For an instant Pan Strahinja draws his hands across his brow; for an instant he meditates. The dinner he gave had indeed been a wild orgy. The devil take dinners like that! Again he looks at the place beside him; it looks just the same. The woman was gone.

And Pan Strahinja—listen, my swine—the great Pan Strahinja roared. He roared like a bull. He roared until the swinging lamp of bronze began to tremble. He roared until his sword shook in its scabbard; roared until the guard awakened from their napping, and seized their spears; until the horses in the stalls began to whinny—The woman had been stolen. A moment of meditation.

There was no room for doubt. It was self evident. It was clear as daylight. It was the Turk who had stolen her. He had shown her to him in the evening just as he had shown him his horses, his weapons, and his dogs. Of course it was the Turk! The Turk—that little crooked legged, insignificant, dirty Turk! She was with the Turk! And Pan Strahinja—the great Pan Strahinja began to laugh like the spirits of a thousand mad men.

His men ran to the door of his tent.

“What is the matter, master?

“Nothing. I was dreaming—ha, ha, ha—I just dreamed that you brought me the crown of the Serbs—you dogs. Didn’t you? Well—very good. Now go—go.”

Hardly are they out of sight when he whistles for his black slave. A few moments later a stallion stands saddled in front of the tent. He puts on his sword; it leaps from the belt toward him like a woman. And then comes his greyhound—Karaman—and leaps toward him. He swings into his gold-worked saddle, and away he rides, out upon the heights, in the sweet, star-clear night.

What a picture, my swine, what a picture! And what a thought! Pan Strahinja under the light of the moon, riding upon a stallion from whose mouth the white foam falls and clings in flecks to breast and shoulder—Pan Strahinja, riding away in the night after the pale, blond slave-child.

She had soft, strange movements she had learned from the animals of the wild. She had slender, graceful limbs and cool, sweet skin; skin cold to the touch like the skin of an Indian serpent—like the chill of the interior of sunless temples.

Ahead already stands the tent of the Turk. In a moment he has crossed the enclosure and his stallion waits by the door. Slowly he has slipped from the saddle.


**AIM OF THE EXERCISE**
Make a verbatim copy of all the records. Skip every image.

_ _ _ _ _ _ _

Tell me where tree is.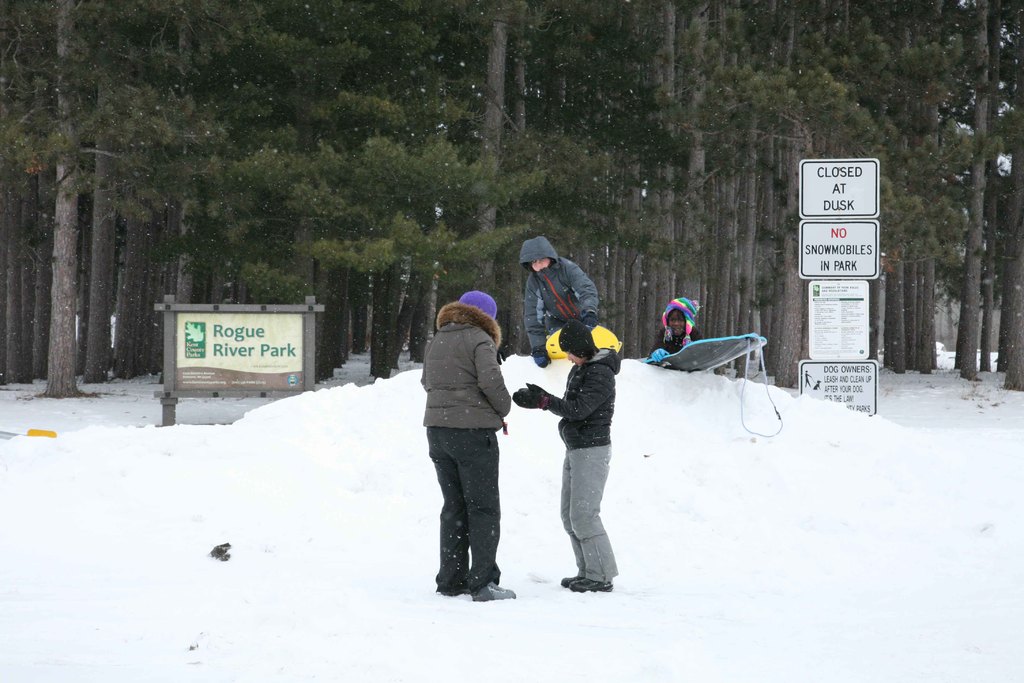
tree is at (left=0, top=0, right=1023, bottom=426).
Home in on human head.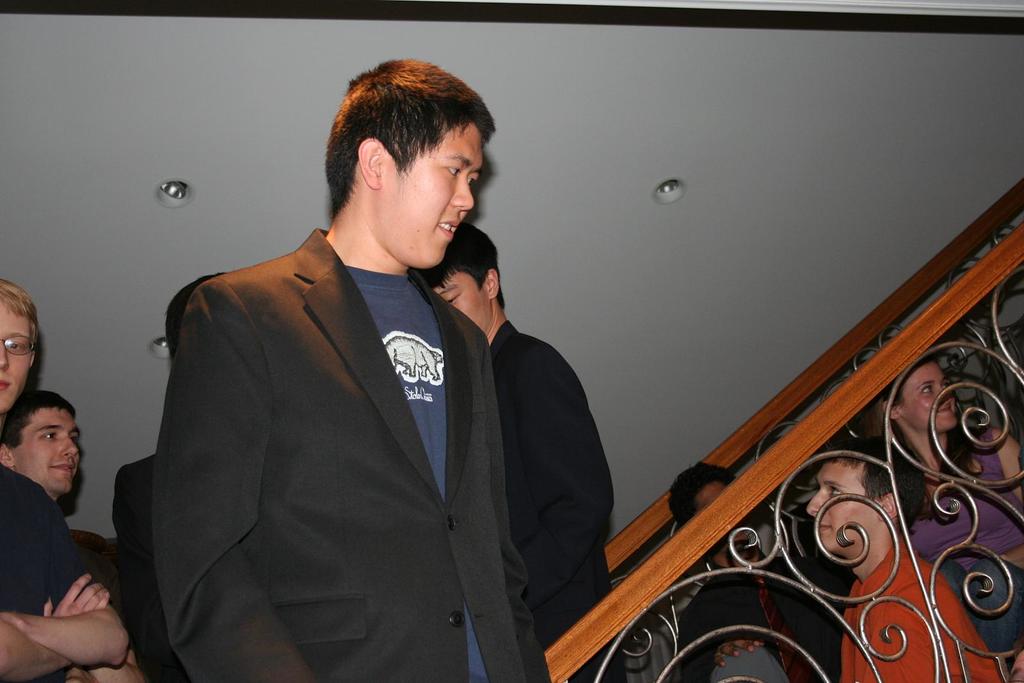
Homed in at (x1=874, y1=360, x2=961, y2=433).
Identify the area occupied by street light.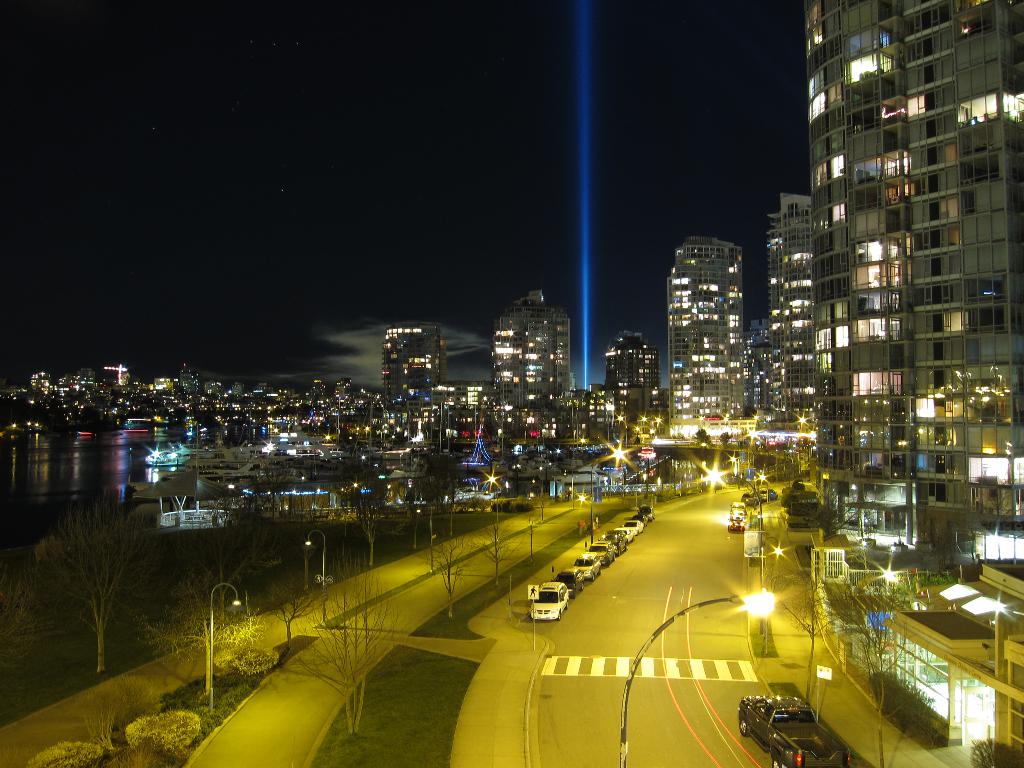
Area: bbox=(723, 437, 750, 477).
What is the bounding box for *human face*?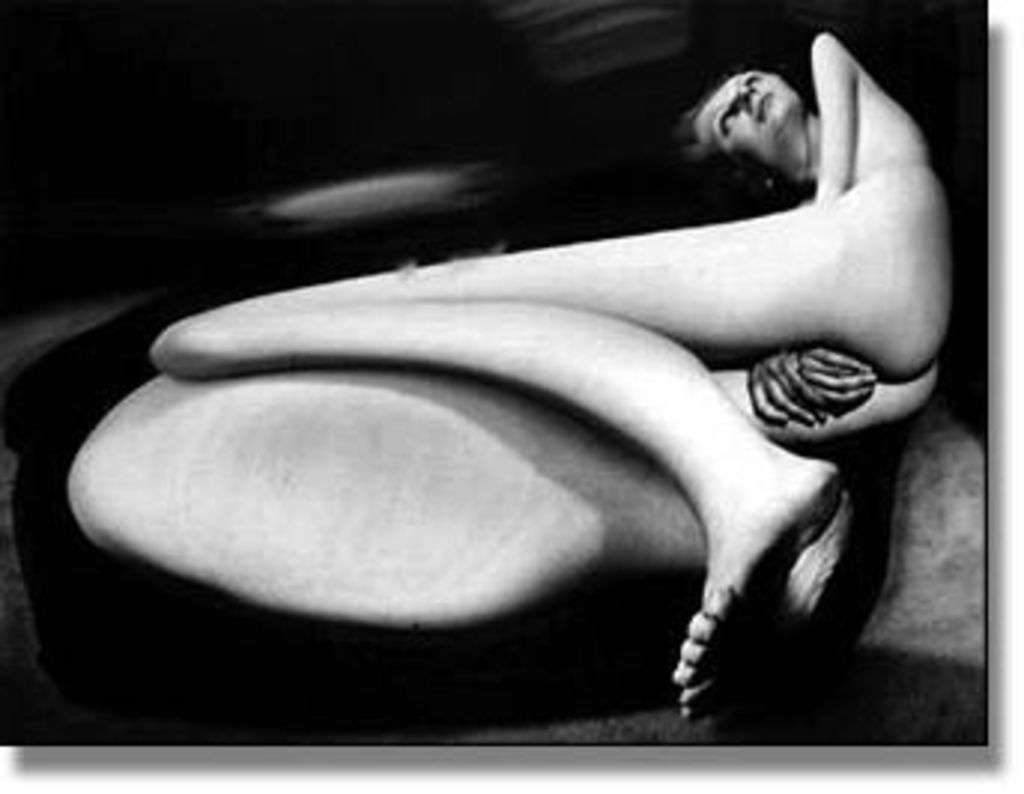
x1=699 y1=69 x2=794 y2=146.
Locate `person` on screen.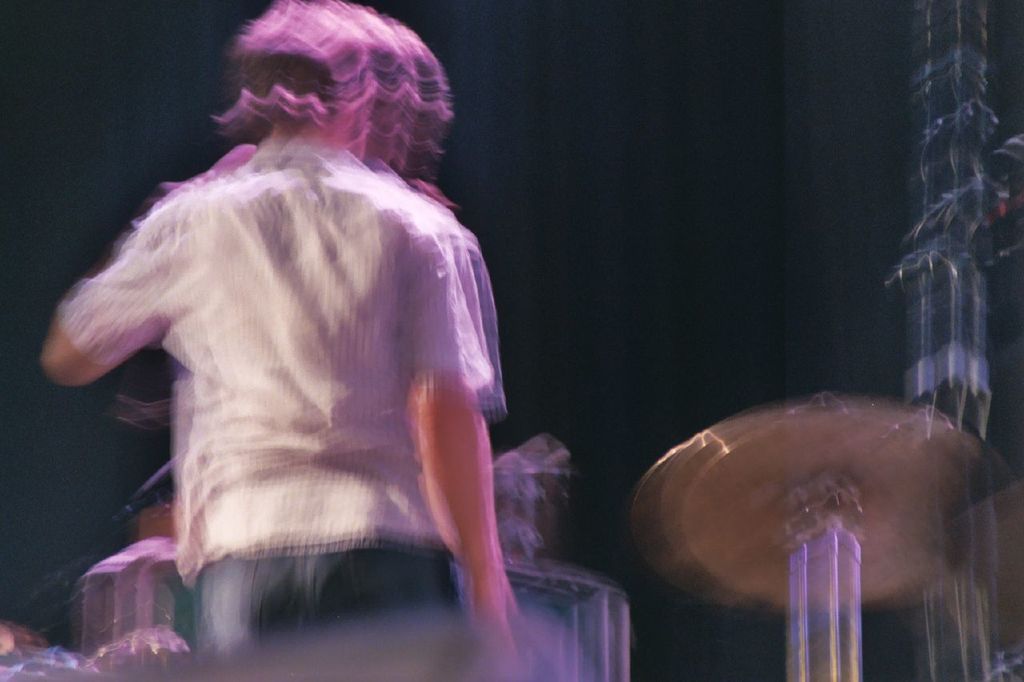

_ _ _ _ _ _ _

**RESPONSE**
Tell me where tree is.
tree is at (left=0, top=0, right=1023, bottom=426).
Home in on human head.
Homed in at (x1=874, y1=360, x2=961, y2=433).
Identify the area occupied by street light.
Area: bbox=(723, 437, 750, 477).
What is the bounding box for *human face*?
x1=699 y1=69 x2=794 y2=146.
Locate `person` on screen.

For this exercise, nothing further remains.